Salvatore Scibona had written a short story called, “Where I Learned to Read” which was published by The New Yorker on June, 13 & 20th, 2011. The short story is about how Salvatore Scibona at first felt his school life was becoming nothing but a failure and didn’t fully understand how he worked hard only for his job, but when it came to doing assignments such as reading he would struggle to read a page. The strange thing is that Salvatore would go to his backyard and read books such as Leaves of Grass and etc, and he would actually enjoy reading books in his free time but just couldn’t read them when they were assigned to him. At the end of high school, Salvatore felt like he didn’t know what was next for him in life, and he was given a second chance to fix his bad habits and become a successful student, by attending St. John’s college. The school seems to fit him so well; he even described the school as a “vocation”. Salvatore ended up finding his intellectual home, which also means a place where he would learn best at.
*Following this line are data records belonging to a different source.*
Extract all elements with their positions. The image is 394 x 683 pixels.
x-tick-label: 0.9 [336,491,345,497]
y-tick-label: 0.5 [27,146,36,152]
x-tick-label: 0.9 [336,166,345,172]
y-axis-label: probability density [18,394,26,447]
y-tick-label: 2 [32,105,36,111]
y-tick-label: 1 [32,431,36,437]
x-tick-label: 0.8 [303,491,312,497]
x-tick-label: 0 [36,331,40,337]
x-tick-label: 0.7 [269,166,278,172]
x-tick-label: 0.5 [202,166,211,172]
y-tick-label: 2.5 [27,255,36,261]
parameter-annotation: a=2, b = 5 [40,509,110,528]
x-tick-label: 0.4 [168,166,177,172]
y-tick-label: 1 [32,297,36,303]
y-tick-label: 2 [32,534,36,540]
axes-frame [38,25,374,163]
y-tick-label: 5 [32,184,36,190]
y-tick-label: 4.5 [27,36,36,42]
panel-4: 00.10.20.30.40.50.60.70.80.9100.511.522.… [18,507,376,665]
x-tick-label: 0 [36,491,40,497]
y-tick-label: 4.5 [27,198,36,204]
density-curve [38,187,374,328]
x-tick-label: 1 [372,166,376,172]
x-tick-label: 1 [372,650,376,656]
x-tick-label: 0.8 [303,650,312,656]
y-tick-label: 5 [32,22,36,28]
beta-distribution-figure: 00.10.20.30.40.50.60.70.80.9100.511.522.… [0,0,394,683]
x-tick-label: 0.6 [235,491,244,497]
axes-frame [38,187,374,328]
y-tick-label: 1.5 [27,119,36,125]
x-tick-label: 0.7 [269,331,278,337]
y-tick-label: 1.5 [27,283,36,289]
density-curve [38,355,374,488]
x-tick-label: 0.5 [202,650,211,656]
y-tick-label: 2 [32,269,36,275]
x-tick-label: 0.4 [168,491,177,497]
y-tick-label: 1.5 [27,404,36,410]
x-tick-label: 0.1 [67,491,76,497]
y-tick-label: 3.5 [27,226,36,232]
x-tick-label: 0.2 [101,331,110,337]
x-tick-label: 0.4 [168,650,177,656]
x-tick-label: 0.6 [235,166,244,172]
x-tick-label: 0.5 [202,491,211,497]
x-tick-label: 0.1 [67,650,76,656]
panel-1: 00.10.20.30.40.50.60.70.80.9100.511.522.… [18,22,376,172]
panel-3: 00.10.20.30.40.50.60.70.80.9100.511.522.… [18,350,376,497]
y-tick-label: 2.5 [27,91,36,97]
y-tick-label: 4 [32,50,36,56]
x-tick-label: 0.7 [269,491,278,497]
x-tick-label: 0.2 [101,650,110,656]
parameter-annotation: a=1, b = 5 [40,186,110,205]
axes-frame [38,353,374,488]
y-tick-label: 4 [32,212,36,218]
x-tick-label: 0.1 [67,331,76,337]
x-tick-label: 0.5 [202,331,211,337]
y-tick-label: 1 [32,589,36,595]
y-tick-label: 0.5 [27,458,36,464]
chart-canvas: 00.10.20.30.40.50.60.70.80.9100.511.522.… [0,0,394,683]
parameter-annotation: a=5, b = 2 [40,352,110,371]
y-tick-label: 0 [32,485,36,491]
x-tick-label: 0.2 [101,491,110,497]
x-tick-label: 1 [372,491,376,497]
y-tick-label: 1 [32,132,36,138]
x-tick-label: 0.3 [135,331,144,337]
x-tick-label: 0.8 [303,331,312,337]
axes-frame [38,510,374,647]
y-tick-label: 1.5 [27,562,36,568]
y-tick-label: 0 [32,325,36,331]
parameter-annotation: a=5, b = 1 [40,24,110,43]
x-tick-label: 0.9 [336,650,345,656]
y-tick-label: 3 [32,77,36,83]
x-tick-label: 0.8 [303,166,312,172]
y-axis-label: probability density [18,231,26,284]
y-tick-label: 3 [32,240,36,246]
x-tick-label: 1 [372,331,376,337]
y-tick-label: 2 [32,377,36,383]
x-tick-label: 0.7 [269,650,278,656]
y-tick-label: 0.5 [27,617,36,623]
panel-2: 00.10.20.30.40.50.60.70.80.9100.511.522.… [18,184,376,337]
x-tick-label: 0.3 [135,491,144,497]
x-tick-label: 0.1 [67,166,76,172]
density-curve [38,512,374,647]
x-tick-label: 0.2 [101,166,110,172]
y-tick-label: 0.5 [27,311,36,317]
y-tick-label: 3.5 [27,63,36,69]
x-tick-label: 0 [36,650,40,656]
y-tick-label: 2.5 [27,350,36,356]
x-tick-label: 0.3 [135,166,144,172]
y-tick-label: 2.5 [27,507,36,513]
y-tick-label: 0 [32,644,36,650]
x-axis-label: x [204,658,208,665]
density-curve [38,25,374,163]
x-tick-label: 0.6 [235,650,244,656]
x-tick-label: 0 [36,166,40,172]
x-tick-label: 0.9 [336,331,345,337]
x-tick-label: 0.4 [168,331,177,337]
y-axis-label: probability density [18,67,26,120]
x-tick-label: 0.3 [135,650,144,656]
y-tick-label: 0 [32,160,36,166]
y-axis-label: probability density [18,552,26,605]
This is determined because the summer before school started Salvatore was told to read various books and genres that he had probably never read or heard of, such as the Iliad, or even memorizing greek letters, and etc. Salvatore had written “Reader, I married it.” which meant that he had broken the door that he felt was holding him back from reading more assigned books and shows how much of a better student Salvatore had become. He still worked hard at his job but made it a goal to read every night after work, and this ultimately explains how much he had changed as a person or a reader and all it took was him to be in his intellectual home. Salvatore’s senior year in college was totally different from his senior year in high school, he had gone from failing all his classes by not doing the assignment or reading any of the books in high school to in college making reading more of a thrill rather than drag. In conclusion, the author emphasizes how much he had changed from high school to college and how college was more of his intellectual home because of the way Salvatore had become more of a reader than before and cared more about school assignment way more than before, and it just seemed that he worked best at St. John’s college which can be seen in his passionate love for reading now.
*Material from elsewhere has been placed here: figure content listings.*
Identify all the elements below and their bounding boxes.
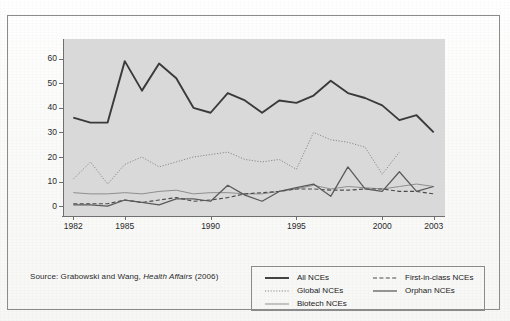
y-tick-label: 30 bbox=[27, 128, 57, 137]
series-line-all-nces bbox=[73, 61, 433, 132]
figure-frame: Source: Grabowski and Wang, Health Affai… bbox=[7, 15, 500, 310]
y-tick-mark bbox=[59, 132, 63, 133]
x-axis-line bbox=[62, 216, 445, 217]
legend-label: Orphan NCEs bbox=[405, 287, 455, 295]
x-tick-label: 1995 bbox=[276, 222, 316, 231]
legend-entry: Biotech NCEs bbox=[264, 298, 347, 310]
legend-line-swatch-icon bbox=[264, 273, 290, 283]
x-tick-mark bbox=[296, 216, 297, 220]
chart-plot-region bbox=[63, 39, 444, 216]
series-line-orphan-nces bbox=[73, 167, 433, 206]
legend-line-swatch-icon bbox=[372, 273, 398, 283]
y-tick-label: 10 bbox=[27, 177, 57, 186]
x-tick-label: 2003 bbox=[414, 222, 454, 231]
legend-label: Global NCEs bbox=[297, 287, 343, 295]
legend-column-right: First-in-class NCEs Orphan NCEs bbox=[372, 272, 473, 298]
legend-line-swatch-icon bbox=[264, 286, 290, 296]
x-tick-mark bbox=[211, 216, 212, 220]
y-tick-label: 0 bbox=[27, 202, 57, 211]
chart-series-canvas bbox=[63, 39, 444, 216]
y-tick-mark bbox=[59, 59, 63, 60]
y-tick-label: 50 bbox=[27, 79, 57, 88]
chart-legend: All NCEs Global NCEs Biotech NCEs First-… bbox=[251, 266, 485, 311]
source-note-suffix: (2006) bbox=[192, 272, 218, 281]
legend-label: First-in-class NCEs bbox=[405, 274, 473, 282]
legend-entry: All NCEs bbox=[264, 272, 347, 284]
y-tick-label: 40 bbox=[27, 103, 57, 112]
x-tick-mark bbox=[73, 216, 74, 220]
y-tick-label: 60 bbox=[27, 54, 57, 63]
x-tick-label: 2000 bbox=[362, 222, 402, 231]
legend-entry: Orphan NCEs bbox=[372, 285, 473, 297]
legend-column-left: All NCEs Global NCEs Biotech NCEs bbox=[264, 272, 347, 311]
legend-line-swatch-icon bbox=[372, 286, 398, 296]
y-tick-mark bbox=[59, 108, 63, 109]
source-note-prefix: Source: Grabowski and Wang, bbox=[30, 272, 143, 281]
legend-entry: First-in-class NCEs bbox=[372, 272, 473, 284]
x-tick-label: 1990 bbox=[191, 222, 231, 231]
y-tick-label: 20 bbox=[27, 153, 57, 162]
x-tick-mark bbox=[434, 216, 435, 220]
legend-label: All NCEs bbox=[297, 274, 329, 282]
y-tick-mark bbox=[59, 206, 63, 207]
legend-line-swatch-icon bbox=[264, 299, 290, 309]
x-tick-label: 1982 bbox=[53, 222, 93, 231]
x-tick-mark bbox=[382, 216, 383, 220]
y-tick-mark bbox=[59, 157, 63, 158]
series-line-global-nces bbox=[73, 132, 399, 184]
y-tick-mark bbox=[59, 182, 63, 183]
x-tick-mark bbox=[125, 216, 126, 220]
legend-entry: Global NCEs bbox=[264, 285, 347, 297]
x-tick-label: 1985 bbox=[105, 222, 145, 231]
y-tick-mark bbox=[59, 83, 63, 84]
source-note: Source: Grabowski and Wang, Health Affai… bbox=[30, 272, 218, 281]
source-note-journal: Health Affairs bbox=[143, 272, 192, 281]
legend-label: Biotech NCEs bbox=[297, 300, 347, 308]
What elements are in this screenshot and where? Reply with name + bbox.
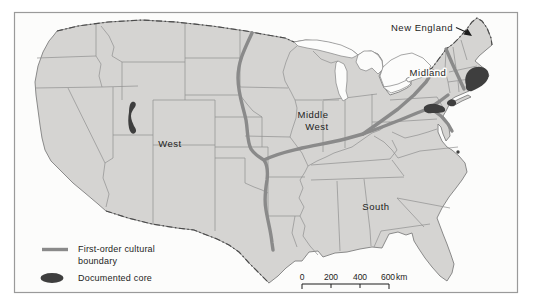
core-chesapeake-tidewater <box>456 150 459 153</box>
region-label-south: South <box>362 201 389 212</box>
region-label-new-england: New England <box>391 22 453 33</box>
scale-tick-label-600: 600 <box>381 272 395 282</box>
scale-tick-label-200: 200 <box>324 272 338 282</box>
scale-unit-label: km <box>396 272 407 282</box>
legend-core-label: Documented core <box>78 273 152 283</box>
us-cultural-regions-map: New England Midland MiddleWest West Sout… <box>0 0 543 306</box>
region-label-midland: Midland <box>410 67 447 78</box>
legend-core-swatch <box>41 273 64 283</box>
scale-tick-label-400: 400 <box>353 272 367 282</box>
legend-boundary-label-line2: boundary <box>78 256 117 266</box>
region-label-west: West <box>158 138 181 149</box>
legend-boundary-label-line1: First-order cultural <box>78 244 155 254</box>
scale-tick-label-0: 0 <box>300 272 305 282</box>
map-canvas: New England Midland MiddleWest West Sout… <box>0 0 543 306</box>
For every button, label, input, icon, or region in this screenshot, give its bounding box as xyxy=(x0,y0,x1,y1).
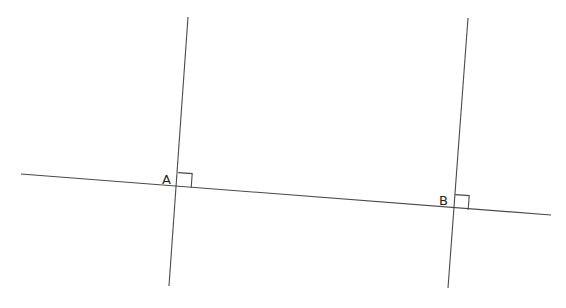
point-label-a: A xyxy=(162,172,171,187)
right-angle-marker-a xyxy=(178,173,192,188)
perpendicular-line-a xyxy=(169,17,188,286)
transversal-line xyxy=(21,174,551,215)
point-label-b: B xyxy=(439,193,448,208)
perpendicular-line-b xyxy=(448,18,468,288)
perpendicular-lines-diagram: A B xyxy=(0,0,566,308)
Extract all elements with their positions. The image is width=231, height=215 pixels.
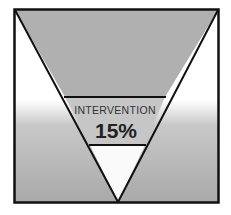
segment-value: 15% <box>95 119 137 142</box>
pyramid-diagram: INTERVENTION 15% <box>0 0 231 215</box>
segment-label: INTERVENTION <box>74 104 156 116</box>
(Nate)Salvatore Scibona Intellectual Home

In the essay “where I learn to read” written by Salvatore Scibona published in The New York, June 13 and 20, 2011, he first draws the reader in by describing what his life was like in school. He explains how frustrating it was for him when he states: “I failed English literature, American literature, Spanish, precalculus, chemistry, physics. Once, in a fit of melancholic vanity, I burned my report card in the sink of the KFC where I worked scraping carbonized grease from the pressure cookers.” That not only explains his frustration but also uses imagery to show how unhappy he was with his performance in school. In the essay, it seems as though he felt stuck with no way out as if his future was already determined.
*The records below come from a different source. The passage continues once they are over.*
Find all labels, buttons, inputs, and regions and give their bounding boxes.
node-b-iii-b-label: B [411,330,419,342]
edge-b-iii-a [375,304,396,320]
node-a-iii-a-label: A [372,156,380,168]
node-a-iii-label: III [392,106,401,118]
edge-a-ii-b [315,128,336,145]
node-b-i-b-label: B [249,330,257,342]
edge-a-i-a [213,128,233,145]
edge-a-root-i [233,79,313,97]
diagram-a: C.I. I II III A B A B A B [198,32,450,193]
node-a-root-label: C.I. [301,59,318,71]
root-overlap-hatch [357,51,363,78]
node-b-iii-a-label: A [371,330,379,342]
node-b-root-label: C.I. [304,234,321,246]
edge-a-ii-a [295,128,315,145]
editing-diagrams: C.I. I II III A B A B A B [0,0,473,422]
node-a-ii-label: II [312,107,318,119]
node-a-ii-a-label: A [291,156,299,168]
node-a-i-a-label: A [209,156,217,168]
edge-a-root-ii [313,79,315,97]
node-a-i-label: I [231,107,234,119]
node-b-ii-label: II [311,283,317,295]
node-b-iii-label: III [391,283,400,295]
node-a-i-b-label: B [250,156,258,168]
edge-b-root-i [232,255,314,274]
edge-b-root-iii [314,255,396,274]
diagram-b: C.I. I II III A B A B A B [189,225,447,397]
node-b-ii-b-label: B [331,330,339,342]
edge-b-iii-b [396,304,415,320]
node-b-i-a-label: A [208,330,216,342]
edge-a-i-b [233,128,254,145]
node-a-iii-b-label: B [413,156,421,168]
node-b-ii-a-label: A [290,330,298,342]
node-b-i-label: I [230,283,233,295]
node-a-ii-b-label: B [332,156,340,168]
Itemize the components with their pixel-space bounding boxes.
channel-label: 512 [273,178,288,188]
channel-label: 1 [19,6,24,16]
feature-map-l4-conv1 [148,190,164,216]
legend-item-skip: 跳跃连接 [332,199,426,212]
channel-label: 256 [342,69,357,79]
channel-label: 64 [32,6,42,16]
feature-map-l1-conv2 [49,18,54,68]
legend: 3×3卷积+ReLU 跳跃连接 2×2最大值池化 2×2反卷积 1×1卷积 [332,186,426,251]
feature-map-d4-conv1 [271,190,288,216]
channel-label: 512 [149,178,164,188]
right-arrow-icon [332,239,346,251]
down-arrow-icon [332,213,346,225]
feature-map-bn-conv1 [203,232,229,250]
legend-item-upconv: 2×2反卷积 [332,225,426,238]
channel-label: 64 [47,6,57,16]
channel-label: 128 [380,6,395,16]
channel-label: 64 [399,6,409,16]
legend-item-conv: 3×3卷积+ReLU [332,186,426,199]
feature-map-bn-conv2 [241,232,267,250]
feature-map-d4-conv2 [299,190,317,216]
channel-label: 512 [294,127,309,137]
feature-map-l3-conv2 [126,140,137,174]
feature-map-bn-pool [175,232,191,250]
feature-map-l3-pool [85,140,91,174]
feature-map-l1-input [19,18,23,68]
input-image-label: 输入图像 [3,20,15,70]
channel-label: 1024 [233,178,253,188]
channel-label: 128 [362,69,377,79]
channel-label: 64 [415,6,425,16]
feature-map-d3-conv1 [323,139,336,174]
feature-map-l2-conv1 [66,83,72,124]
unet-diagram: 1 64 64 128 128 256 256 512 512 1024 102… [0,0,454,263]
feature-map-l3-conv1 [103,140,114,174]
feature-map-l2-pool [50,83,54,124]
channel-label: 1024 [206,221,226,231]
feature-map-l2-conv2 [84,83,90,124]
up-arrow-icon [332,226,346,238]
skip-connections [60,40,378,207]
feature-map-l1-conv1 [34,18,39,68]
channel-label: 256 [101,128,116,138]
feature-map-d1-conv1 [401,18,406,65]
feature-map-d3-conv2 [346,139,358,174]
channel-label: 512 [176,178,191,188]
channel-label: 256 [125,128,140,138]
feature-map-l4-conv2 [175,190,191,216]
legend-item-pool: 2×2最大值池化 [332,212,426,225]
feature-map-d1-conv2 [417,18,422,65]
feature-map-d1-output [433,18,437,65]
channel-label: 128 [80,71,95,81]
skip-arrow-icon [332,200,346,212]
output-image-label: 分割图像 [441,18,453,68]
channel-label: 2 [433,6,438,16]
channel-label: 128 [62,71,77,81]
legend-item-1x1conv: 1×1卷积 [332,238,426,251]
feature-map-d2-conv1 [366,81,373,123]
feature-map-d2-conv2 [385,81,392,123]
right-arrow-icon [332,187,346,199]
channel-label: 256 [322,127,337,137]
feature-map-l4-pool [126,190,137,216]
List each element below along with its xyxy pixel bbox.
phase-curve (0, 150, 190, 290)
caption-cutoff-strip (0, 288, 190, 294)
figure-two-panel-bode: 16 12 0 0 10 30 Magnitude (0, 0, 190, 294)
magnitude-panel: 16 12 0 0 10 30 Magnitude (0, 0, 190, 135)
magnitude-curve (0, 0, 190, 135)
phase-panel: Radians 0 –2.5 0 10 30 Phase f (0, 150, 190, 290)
Salvatore, later on, talks about his way of escape, or as he called it “Back-yard rehab” which is where he would sit in his back yard and read as a way to escape the real world, despite everything reading made him happy. He stated “As long as nobody had assigned the book, I could stick with it. I didn’t know what I was reading. I didn’t really know how to read. Reading messed with my brain in an unaccountable way. It made me happy; or something.” This is then later on shown when he receives a brochure from a girl that’s brochure was from St.John college and claimed in the school there were no textbooks, no grades or tests. It was a school where you just read and learn through books Which fit him perfectly he was excited. But knew that he couldn’t afford it. But he wouldn’t let that stop him. 

After getting into college he was discovering new things, meeting new people, and being able to do something he loved, read books. After entering that college he found his intellectual home, a place that changed him for the better good. A place that seems so far but wasn’t impossible to get to.